*Task statement:* An exact restatement of the records below is expected.

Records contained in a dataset
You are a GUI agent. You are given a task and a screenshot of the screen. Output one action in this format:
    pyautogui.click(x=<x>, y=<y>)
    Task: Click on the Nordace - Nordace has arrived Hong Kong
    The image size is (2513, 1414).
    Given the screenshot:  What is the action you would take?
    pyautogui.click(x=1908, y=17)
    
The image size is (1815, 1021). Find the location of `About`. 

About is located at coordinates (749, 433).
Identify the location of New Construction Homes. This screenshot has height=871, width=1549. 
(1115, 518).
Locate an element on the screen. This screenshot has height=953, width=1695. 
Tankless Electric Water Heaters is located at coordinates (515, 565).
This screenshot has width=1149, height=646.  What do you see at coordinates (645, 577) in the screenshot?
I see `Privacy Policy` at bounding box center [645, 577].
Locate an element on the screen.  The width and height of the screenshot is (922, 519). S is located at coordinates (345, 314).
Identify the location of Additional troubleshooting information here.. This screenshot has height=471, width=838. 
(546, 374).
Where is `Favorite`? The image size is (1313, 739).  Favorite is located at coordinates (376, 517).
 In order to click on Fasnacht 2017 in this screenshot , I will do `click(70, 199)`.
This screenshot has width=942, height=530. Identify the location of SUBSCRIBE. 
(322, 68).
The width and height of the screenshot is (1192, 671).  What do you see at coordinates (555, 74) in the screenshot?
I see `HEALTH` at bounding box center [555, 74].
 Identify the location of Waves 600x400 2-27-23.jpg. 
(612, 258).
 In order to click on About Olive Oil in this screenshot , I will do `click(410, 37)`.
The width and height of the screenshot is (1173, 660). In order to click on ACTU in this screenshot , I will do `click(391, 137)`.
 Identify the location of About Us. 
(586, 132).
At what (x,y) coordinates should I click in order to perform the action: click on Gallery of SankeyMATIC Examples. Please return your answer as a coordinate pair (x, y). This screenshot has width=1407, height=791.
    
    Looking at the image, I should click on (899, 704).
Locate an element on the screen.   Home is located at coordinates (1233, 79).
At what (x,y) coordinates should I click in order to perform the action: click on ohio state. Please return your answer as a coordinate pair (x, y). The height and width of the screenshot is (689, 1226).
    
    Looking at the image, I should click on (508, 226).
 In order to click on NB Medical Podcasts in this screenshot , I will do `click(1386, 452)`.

*Result of the task:*
You are a GUI agent. You are given a task and a screenshot of the screen. Output one action in this format:
    pyautogui.click(x=<x>, y=<y>)
    Task: Click on the Nordace - Nordace has arrived Hong Kong
    The image size is (2513, 1414).
    Given the screenshot:  What is the action you would take?
    pyautogui.click(x=1908, y=17)
    
The image size is (1815, 1021). Find the location of `About`. 

About is located at coordinates (749, 433).
Identify the location of New Construction Homes. This screenshot has height=871, width=1549. 
(1115, 518).
Locate an element on the screen. This screenshot has height=953, width=1695. 
Tankless Electric Water Heaters is located at coordinates (515, 565).
This screenshot has width=1149, height=646.  What do you see at coordinates (645, 577) in the screenshot?
I see `Privacy Policy` at bounding box center [645, 577].
Locate an element on the screen.  The width and height of the screenshot is (922, 519). S is located at coordinates (345, 314).
Identify the location of Additional troubleshooting information here.. This screenshot has height=471, width=838. 
(546, 374).
Where is `Favorite`? The image size is (1313, 739).  Favorite is located at coordinates (376, 517).
 In order to click on Fasnacht 2017 in this screenshot , I will do `click(70, 199)`.
This screenshot has width=942, height=530. Identify the location of SUBSCRIBE. 
(322, 68).
The width and height of the screenshot is (1192, 671).  What do you see at coordinates (555, 74) in the screenshot?
I see `HEALTH` at bounding box center [555, 74].
 Identify the location of Waves 600x400 2-27-23.jpg. 
(612, 258).
 In order to click on About Olive Oil in this screenshot , I will do `click(410, 37)`.
The width and height of the screenshot is (1173, 660). In order to click on ACTU in this screenshot , I will do `click(391, 137)`.
 Identify the location of About Us. 
(586, 132).
At what (x,y) coordinates should I click in order to perform the action: click on Gallery of SankeyMATIC Examples. Please return your answer as a coordinate pair (x, y). This screenshot has width=1407, height=791.
    
    Looking at the image, I should click on (899, 704).
Locate an element on the screen.   Home is located at coordinates (1233, 79).
At what (x,y) coordinates should I click in order to perform the action: click on ohio state. Please return your answer as a coordinate pair (x, y). The height and width of the screenshot is (689, 1226).
    
    Looking at the image, I should click on (508, 226).
 In order to click on NB Medical Podcasts in this screenshot , I will do `click(1386, 452)`.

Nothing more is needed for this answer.